Top Stories from the Business/Finance pages of the International Herald Tribune,
Wednesday, June 11, 1997

Insert Coin For a Quick Crime Story

Small French Presses Try Novel Marketing


By Brad Spurgeon Special to the Herald Tribune
PARIS - The Paris Metro is not known for crime, but these days it is selling crime wholesale. Crime stories, that is, in the form of 64-page books sold from candy-bar vending machines at the palatable price of 10 francs ($1.75) a volume. A quiet marketing revolution is going on among the small presses devoted to the crime novel, of which the ''Metro-Police'' series is an example.

In a genre dominated by British and American writers, the mystery market in France has traditionally been most lucrative for English translation rights. Translations have been the mainstay since 1927 of the publisher Le Masque, a unit of Matra Hachette SA that is the world's leading seller of Agatha Christie titles outside the English market.

Translations from the American hard-boiled school have kept Editions Gallimard's Serie Noire line thriving since 1945. Several other specialist collections, imprints of larger publishers, have existed for decades and owe their success primarily to translations as well.

But in the past couple of years, small presses have sprung up all over the country, specializing in homegrown murder stories. As with the Metro-Police series, their success has been due to original marketing approaches.

The leading seller among these small presses is Editions Baleine. The company was created in 1995 to publish a new series of crime novels featuring a character whose nickname is Le Poulpe, or the octopus.

Each book is written by a different French crime writer, many of whom are well known here. The writers are asked to maintain their own style while keeping to the characteristics of the main character and his world as outlined in the Poulpe ''Bible,'' a six-page guide.

Jean-Bernard Pouy, the editorial director, has become a bestseller with his book, the first of the series.

''The crime novel survives in France at 8,000 copies,'' he said. ''As soon as you pass 8,000 copies, it's considered a victory. If you arrive at 20,000, you're a recognized writer. If you get to 40,000, you're a star. With 'La Petit Ecuyere a Cafte' of the Poulpe I'm at 40,000. So finally, at 50 years old, I can say I'm a star!''

Each Poulpe has been selling more than 10,000 copies, and there are more than 40 titles in print. A Poulpe film is scheduled to start shooting in France this autumn. The hero of the series, whose real name is Gabriel Lecouvreur, is a Raymond Chandler-style character who goes around trying to solve crimes or correct injustices

and taking swipes at the extreme right in France in the process.

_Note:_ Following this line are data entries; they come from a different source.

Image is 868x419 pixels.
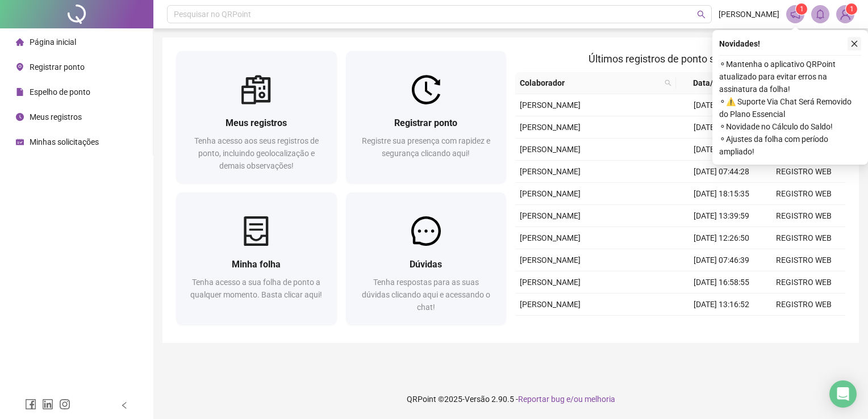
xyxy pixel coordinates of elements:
span: Página inicial [30,38,76,47]
td: [DATE] 07:44:28 [681,160,763,183]
span: clock-circle [16,113,24,121]
td: REGISTRO WEB [763,183,845,205]
span: home [16,38,24,46]
span: [PERSON_NAME] [520,300,580,309]
span: Versão [465,394,490,404]
span: search [662,74,674,91]
span: ⚬ Ajustes da folha com período ampliado! [719,133,861,158]
sup: 1 [796,3,808,15]
span: 1 [800,5,804,13]
a: Minha folhaTenha acesso a sua folha de ponto a qualquer momento. Basta clicar aqui! [176,193,337,325]
a: Meus registrosTenha acesso aos seus registros de ponto, incluindo geolocalização e demais observa... [176,51,337,183]
div: Open Intercom Messenger [830,381,857,407]
span: left [121,401,128,409]
td: [DATE] 13:16:57 [681,117,763,139]
span: Meus registros [30,112,82,121]
span: Minha folha [232,259,281,270]
span: ⚬ Mantenha o aplicativo QRPoint atualizado para evitar erros na assinatura da folha! [719,58,861,95]
span: Últimos registros de ponto sincronizados [589,53,772,64]
td: [DATE] 13:16:52 [681,294,763,315]
span: instagram [59,398,71,410]
span: Registrar ponto [30,62,84,71]
img: 93203 [837,5,854,23]
td: [DATE] 07:46:39 [681,249,763,272]
sup: Atualize o seu contato no menu Meus Dados [846,3,857,15]
td: REGISTRO WEB [763,272,845,294]
span: Dúvidas [410,259,442,270]
span: search [665,80,672,86]
span: ⚬ Novidade no Cálculo do Saldo! [719,121,861,133]
span: file [16,88,24,96]
span: Reportar bug e/ou melhoria [518,394,615,404]
span: Novidades ! [719,38,760,50]
span: [PERSON_NAME] [520,278,580,287]
span: bell [815,9,825,19]
td: [DATE] 18:15:35 [681,183,763,205]
span: [PERSON_NAME] [520,211,580,220]
span: [PERSON_NAME] [520,123,580,132]
span: facebook [25,398,36,410]
span: [PERSON_NAME] [520,167,580,176]
span: [PERSON_NAME] [520,233,580,243]
span: Minhas solicitações [30,137,99,147]
td: REGISTRO WEB [763,227,845,249]
span: [PERSON_NAME] [520,256,580,265]
span: schedule [16,138,24,146]
span: 1 [850,5,854,13]
span: [PERSON_NAME] [520,145,580,154]
span: Espelho de ponto [30,88,91,97]
td: [DATE] 16:58:55 [681,272,763,294]
td: [DATE] 12:09:49 [681,315,763,338]
span: search [697,10,705,19]
footer: QRPoint © 2025 - 2.90.5 - [154,379,868,419]
td: REGISTRO WEB [763,249,845,272]
span: Tenha respostas para as suas dúvidas clicando aqui e acessando o chat! [362,278,491,312]
span: Meus registros [226,117,287,128]
td: [DATE] 18:09:24 [681,94,763,117]
span: Registre sua presença com rapidez e segurança clicando aqui! [362,136,491,158]
td: [DATE] 12:26:50 [681,227,763,249]
td: REGISTRO WEB [763,160,845,183]
span: close [850,40,858,48]
span: [PERSON_NAME] [520,101,580,110]
td: [DATE] 13:39:59 [681,205,763,227]
span: [PERSON_NAME] [520,189,580,198]
span: Colaborador [520,77,660,89]
span: [PERSON_NAME] [718,8,779,21]
td: REGISTRO WEB [763,294,845,315]
th: Data/Hora [676,72,756,94]
a: DúvidasTenha respostas para as suas dúvidas clicando aqui e acessando o chat! [346,193,507,325]
span: environment [16,63,24,71]
td: REGISTRO WEB [763,205,845,227]
td: REGISTRO WEB [763,315,845,338]
td: [DATE] 12:09:14 [681,139,763,160]
span: Tenha acesso aos seus registros de ponto, incluindo geolocalização e demais observações! [194,136,318,170]
span: notification [790,9,801,19]
span: Tenha acesso a sua folha de ponto a qualquer momento. Basta clicar aqui! [190,278,322,299]
span: linkedin [42,398,54,410]
span: Data/Hora [681,77,742,89]
a: Registrar pontoRegistre sua presença com rapidez e segurança clicando aqui! [346,51,507,183]
span: ⚬ ⚠️ Suporte Via Chat Será Removido do Plano Essencial [719,95,861,121]
span: Registrar ponto [395,117,457,128]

Because of Le Poulpe's success, Baleine created another series starring Le Poulpe's girlfriend, Cheryl, and written entirely by women. The publisher now projects a similar series in the science-fiction field for next year.

Another small press with an original packaging idea involving two kinds of crime writers is Editions de la Loupiote. Francois Braud, its director, attended several crime-writing festivals and met many writers, both well known and unpublished.

''I read a lot of good writing by the unpublished writers and thought maybe I could do something to help them get published,'' he said.

So he created his ''Zebra'' collection that packages under one cover a story by a well-known writer and one by a previously unpublished, unknown writer.

''That way,'' he said, ''the customer buys a proven writer and has a discovery to make at the same time.''

The Metro-Police collection features a mix of established and obscure writers. Olivier Breton, director of the small-press Editions de la Voute, conceived of the idea to sell the books as reprints of 1930 French pulp stories.

But after signing a contract with the vending-machine company Selecta, he decided to promote current French crime writers, too.

Since the series began selling in the Metro in early March, he has published stories in alternate weeks by writers reprinted from the 1930s and by current writers.

New titles appear every Tuesday in 139 vending machines and have been selling 3,000 copies a week. The publisher foresees eventual sales of 6,000 as more vending machines carry the novellas. Because the new releases replace the old ones, the publisher has been receiving calls from readers who want to buy up all the volumes they missed before they discovered the collection. Many have been sold out.

Gerard Delteil, the editorial director, said all subjects are permitted in the stories with one exception: ''insecurity and bombings in the Metro.'' These were vetoed in advance by the Metro authority, the RATP.